Stowers Explores the Mysteries of Life

Ask any physician, professor, or researcher involved in the life sciences in the Kansas City area, and they'll tell you that the founding of one organization has set the region's life science research on fire. That organization is the Stowers Institute. And it all began with two peple and a shared vision. In 1994, Jim and Virginia Stowers set up an endowment to establish the not-for-profit research institution, and they recently added an unprecedented $1.1 billion to it, bringing the total investment up to $1.6 billion.

"For two individuals to make this level of financial and philosophical commitment to the life sciences is truly extraordinary," said HBC executive director Charles Decedue. "There's no question, it will revolutionize the Kansas City area and the industry." Jim Stowers, a University of Missouri medical school graduate and founder of KC-based American Century Investments, and Virginia Stowers, a nurse by training, have structured the endowment in such a way that 100 percent of the money goes toward funding basic life science research.

"Since both Jim and Virginia have a medical background, and both have survived cancer, they decided that the best way to find cures for disease is to support basic research into the genes and proteins responsible for the fundamental processes of cellular life," said Stowers Institute CEO William Neaves. "They have the conviction that once you know enough at that most basic of levels, you'll gain fundamental insights into preventing and curing disease." Neaves came to Stowers from the University of Texas Southwestern Medical Center in Dallas.

Not everyone believed that Kansas City could support a world-class medical research institute. However, the new 10-acre campus at 50th and Rockhill has silenced the naysayers. Neaves said, "Without a doubt, Jim and Virginia have created the finest molecular genetics laboratory facility in the world." The science building just opened last fall and is now housing the researchers that the Stowers Institute is actively recruiting. Neaves anticipates filling the campus with 600 researchers by the end of 2004, an astounding projection since, after more than 40 years of existence, the renowned Scripps Research Institute has a staff of 2,800. The Stowers Institute is in the process of hiring 50 independent scientists. Each scientist will then assemble a 10-15 person team of researchers.

Neaves said the working environment that Jim and Virginia have fostered is unique. "They are committed to making the Institute an exceptionally collegial and cordial environment for scientists who enjoy working together and who share the satisfaction of each other's accomplishments."

This supportive environment has given rise to a number of exciting research initiatives. For example, the Stowers Institute is making a major investment in fruit-fly genetics. They actively recruited and hired Kent Golic, the first person to demonstrate the ability to do homologous recombination and create targeted gene "knockouts" in fruit-flies. By systematically knocking out human disease-causing gene homologues in fruitflies, researchers can gain important insight into their function.

Neaves said that researchers are trading on the insight gained from the recently completed human genome project. In the fruitfly, researchers have found 177 genes similar to genes that are known to be involved in major human diseases. For more than a century, fruitflies have been a favored genetic model because they allow for quick and economical experimentation. Also, fruitflies lack much of the gene duplication normally found in mice and humans. "When you knock out one of the genes of interest," Neaves said, "then you're very likely to see the effect revealed in the phenotype of the fly because it's not masked by duplicate genes in the genome."

The Stowers Institute has also hired an outstanding young stem cell geneticist, Ting Xie, from the Carnegie Institute of Embryology at Johns Hopkins University. He is working with fruitflies to define the elements that maintain the undifferentiated status of stem cells. He is examining both genetic factors and the influence of the local environment within the organs and tissues where stem cells are found in determining the maintenance of this undifferentiated state.

"We're interested in learning as much as possible about stem cells so that we can compare them with cancer cells that multiply and remain undifferentiated," said Neaves. "We want to know how stem cells are caused to enter a particular differentiation pathway that results in their becoming a heart cell or a neuron, for example. Obviously, we also have interest in the potential ability to regenerate damaged tissues through the understanding of stem cell genetics."

Joan Conaway, a researcher who left a Howard Hughes Investiga-torship to come to Stowers, is investigating the molecular mechanics of gene transcription. "Her work is central to our interest in the role of genes and their protein products in causing susceptibility to disease," said Neaves. "We hope to understand more about how gene expression is controlled and what turns genes on and off."

The Stowers Institute also recently hired Scott Hawley, an international leader in the study of genes that influence miosis, or the division process that occurs in cells that are going to become oocytes or sperm. Hawley is a former Searle Scholar and the author of a popular book entitled The Human Genome: A User's Guide.

The scientific director of the Stowers Institute, Rob Krumlauf, was recruited from the National Institute of Medical Research, En-gland's equivalent of the National Institute of Health. He is well-known for his discoveries of HOX genes, which are responsible for axial patterning and brain development in the embryo.

It's just this kind of basic research that Jim and Virginia expect will have great relevance to a wide variety of human diseases. Simply put, their goal and the goal of the Stowers Institute is to explore the fundamental mysteries of life and, in the process, find ways to prevent and cure human disease.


## Problem requirements:
The number of lines containing the word "CASSAVA" is all you should give; count them in the records below.

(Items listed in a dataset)

>>>

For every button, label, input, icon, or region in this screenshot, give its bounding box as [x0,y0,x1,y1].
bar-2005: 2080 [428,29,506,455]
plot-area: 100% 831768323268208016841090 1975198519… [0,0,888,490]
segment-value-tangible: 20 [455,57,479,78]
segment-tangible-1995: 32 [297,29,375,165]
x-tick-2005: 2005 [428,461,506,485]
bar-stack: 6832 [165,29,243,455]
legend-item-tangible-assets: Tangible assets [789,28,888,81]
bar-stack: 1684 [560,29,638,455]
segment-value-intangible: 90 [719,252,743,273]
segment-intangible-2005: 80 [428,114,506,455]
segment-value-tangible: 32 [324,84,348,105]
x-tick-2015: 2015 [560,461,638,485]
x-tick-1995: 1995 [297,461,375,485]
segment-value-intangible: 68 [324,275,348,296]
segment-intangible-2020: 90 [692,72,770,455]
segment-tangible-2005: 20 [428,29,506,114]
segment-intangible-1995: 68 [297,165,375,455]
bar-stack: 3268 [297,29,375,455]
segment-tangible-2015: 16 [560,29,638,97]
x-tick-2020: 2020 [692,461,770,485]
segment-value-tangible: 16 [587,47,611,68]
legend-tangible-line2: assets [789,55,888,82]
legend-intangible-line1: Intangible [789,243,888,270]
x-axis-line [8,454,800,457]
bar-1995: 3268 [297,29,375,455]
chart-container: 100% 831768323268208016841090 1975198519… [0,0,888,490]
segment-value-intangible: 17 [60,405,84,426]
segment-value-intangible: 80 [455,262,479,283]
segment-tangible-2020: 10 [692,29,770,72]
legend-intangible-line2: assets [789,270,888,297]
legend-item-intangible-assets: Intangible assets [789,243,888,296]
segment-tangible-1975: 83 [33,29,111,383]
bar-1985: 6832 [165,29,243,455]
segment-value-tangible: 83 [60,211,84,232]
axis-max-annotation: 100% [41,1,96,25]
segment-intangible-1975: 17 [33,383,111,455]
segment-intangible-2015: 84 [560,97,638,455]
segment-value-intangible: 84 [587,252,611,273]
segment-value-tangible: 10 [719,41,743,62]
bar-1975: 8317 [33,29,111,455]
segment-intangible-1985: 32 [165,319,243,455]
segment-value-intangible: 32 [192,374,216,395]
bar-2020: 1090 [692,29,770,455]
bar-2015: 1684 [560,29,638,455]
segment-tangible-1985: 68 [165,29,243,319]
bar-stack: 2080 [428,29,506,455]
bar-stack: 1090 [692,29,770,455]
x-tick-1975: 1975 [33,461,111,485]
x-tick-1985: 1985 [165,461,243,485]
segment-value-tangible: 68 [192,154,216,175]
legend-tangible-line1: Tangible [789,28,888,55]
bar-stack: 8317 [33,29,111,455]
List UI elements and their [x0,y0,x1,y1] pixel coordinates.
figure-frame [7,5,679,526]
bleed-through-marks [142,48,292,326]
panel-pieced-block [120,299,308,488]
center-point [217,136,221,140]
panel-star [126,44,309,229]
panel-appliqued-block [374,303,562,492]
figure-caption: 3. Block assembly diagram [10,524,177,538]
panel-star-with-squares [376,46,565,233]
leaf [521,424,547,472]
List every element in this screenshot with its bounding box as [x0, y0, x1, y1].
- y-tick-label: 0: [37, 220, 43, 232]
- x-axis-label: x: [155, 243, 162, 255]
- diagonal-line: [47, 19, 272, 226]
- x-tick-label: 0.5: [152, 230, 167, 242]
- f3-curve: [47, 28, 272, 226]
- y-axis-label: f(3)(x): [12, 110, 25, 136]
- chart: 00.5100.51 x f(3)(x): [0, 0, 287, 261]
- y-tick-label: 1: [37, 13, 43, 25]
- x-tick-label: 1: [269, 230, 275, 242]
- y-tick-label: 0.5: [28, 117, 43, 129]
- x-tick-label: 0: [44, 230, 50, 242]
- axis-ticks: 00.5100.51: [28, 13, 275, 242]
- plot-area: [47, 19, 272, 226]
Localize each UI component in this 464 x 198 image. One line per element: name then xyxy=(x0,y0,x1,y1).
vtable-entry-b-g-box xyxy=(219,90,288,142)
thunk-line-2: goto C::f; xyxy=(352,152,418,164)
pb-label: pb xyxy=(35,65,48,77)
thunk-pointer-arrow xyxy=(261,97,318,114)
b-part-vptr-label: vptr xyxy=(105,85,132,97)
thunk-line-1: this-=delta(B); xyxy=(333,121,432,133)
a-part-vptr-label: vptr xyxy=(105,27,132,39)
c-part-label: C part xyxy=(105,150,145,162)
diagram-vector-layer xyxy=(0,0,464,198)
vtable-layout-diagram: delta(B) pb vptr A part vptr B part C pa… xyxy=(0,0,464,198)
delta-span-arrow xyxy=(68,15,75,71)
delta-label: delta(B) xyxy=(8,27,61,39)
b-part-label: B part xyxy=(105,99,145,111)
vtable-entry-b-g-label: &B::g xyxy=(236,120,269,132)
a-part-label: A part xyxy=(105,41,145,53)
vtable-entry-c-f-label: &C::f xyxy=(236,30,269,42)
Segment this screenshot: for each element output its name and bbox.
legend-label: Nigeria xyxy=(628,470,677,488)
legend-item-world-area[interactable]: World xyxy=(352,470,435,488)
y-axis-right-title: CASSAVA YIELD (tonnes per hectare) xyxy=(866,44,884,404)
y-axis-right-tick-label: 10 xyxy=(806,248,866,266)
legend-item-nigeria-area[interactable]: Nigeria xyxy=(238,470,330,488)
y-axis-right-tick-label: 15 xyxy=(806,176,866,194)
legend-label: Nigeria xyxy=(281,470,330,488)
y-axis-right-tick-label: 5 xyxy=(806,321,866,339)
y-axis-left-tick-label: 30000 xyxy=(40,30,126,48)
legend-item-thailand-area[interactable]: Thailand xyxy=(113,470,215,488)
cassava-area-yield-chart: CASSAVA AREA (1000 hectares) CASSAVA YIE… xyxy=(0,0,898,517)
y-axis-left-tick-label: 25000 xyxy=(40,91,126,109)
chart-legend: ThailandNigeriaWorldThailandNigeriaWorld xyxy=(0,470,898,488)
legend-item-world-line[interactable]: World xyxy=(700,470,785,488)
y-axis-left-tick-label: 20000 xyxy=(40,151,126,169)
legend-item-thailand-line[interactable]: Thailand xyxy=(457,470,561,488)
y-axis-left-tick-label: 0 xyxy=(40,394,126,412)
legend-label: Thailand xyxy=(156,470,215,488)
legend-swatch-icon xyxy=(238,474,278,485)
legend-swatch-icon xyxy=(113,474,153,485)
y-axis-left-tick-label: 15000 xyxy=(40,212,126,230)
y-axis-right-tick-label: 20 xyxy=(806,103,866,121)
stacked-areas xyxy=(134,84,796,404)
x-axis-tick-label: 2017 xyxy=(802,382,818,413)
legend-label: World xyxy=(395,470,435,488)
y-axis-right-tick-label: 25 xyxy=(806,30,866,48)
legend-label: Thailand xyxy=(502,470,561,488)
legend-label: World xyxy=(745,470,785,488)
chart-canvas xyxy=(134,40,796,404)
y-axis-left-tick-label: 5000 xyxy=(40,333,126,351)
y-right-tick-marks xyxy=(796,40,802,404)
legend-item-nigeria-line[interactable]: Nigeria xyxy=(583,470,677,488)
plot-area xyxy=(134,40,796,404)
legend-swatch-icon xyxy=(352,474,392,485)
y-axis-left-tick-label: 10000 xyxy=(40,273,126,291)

<<<

## The completed task:
2